When my publisher asked me to write about what has made Taylor Swift a billionaire, I noted that she seemed, as a singer-songwriter who began her career in country and branched out to pop, to bridge the American cultural divide.
Silly me. I should’ve known that everything and everyone in this society at this time can be politicized and thus divisive. Witness the witch hunting of Swift, who in the run-up to Super Bowl LVIII — in which her boyfriend Travis Kelce’s team the Kansas City Chiefs will defend their title against the San Francisco 49ers in Las Vegas on Sunday, Feb. 11 — has been branded everything from an agent of the Biden Administration, the Pentagon and NATO to an actual witch, casting a spell on her fans. (Comedian Jimmy Kimmel, host of ABC’s “Jimmy Kimmel Live!” suggested her critics consult “spell” check.)
All this because she has taken some progressive stances and encouraged her fans, including some 279 million Instagram followers, to vote, while Kelce has done a commercial for the Pfizer vaccine. So apparently the fix is in and the game is on for the Chiefs to win a rigged Super Bowl in which Swift will appear and somehow magically convey the need to vote for President Joe Biden. (Never mind that for such a conspiracy to work, every team in the NFL would have had to be in collusion.)
Athletes and entertainers have always had an uneasy relationship with politics. Remember former President John F. Kennedy’s brief flirtation with the Rat Pack and Marilyn Monroe and Sammy Davis Jr.’s awkward embrace with former President Richard M. Nixon? There’s a sense of using and being used, with both sides often winding up disappointed, because there’s a limit to what each can do for the other and because there’s often a failure to understand that and the true nature of the other. That doesn’t mean that athletes and entertainers shouldn’t be political if that’s what they want. But their actions need to be seen in totality.
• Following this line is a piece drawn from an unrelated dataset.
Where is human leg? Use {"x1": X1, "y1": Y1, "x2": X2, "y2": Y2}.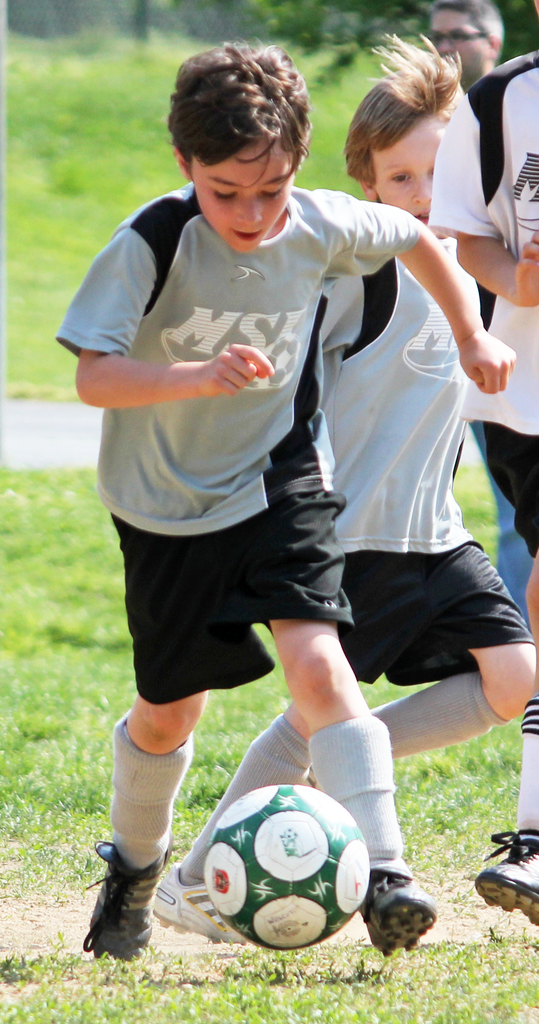
{"x1": 245, "y1": 475, "x2": 435, "y2": 948}.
I don’t think Swift is a poster child for the left anymore than Novak Djokovic is a poster child for the right. And yet former Republican presidential candidate and former-President Donald J. Trump fanboy Vivek Ramaswamey seems to think that’s just what they are. Not only has he suggested Swift is part of some vast left-wing conspiracy, but he praised Djokovic, who opposed mandatory Covid vaccinations, when he beat Carlos Alcaraz at the Western & Southern Open in his native Cincinnati last year in the run-up to the US Open — a thrilling match that could’ve gone either way. (What if Djokovic had lost? Would Ramaswamey have still noted his anti-mandatory vax stance?) Also, has Ramaswamey taken note of Djokovic’s “woke” qualities — his support for refugees and the environment, his antiwar position, his habits of meditating, journaling and doing ballet and yoga? Hardly Gov. Ron DeSantis material.
People are complex creatures ,picking and choosing from a buffet of values and qualities. Yet such are our times and our tribalism that we grasp at anything from someone we admire, despite not knowing him or her, to validate our group, ourselves. This says a lot about our insecurities, our loneliness, our longing for love in an age of AI and anxiety. And it’s also a warning to us to keep our idols in perspective. The right talks about the cult of Swift. But what about the cult of Trump? Doesn’t the Bible say we are to have no idols before God?
Ultimately, this may all be about a fear of a powerful woman who won’t be controlled. To paraphrase what I once wrote of Joan of Arc: Is Swift a witch or just an itch the Republicans can’t scratch?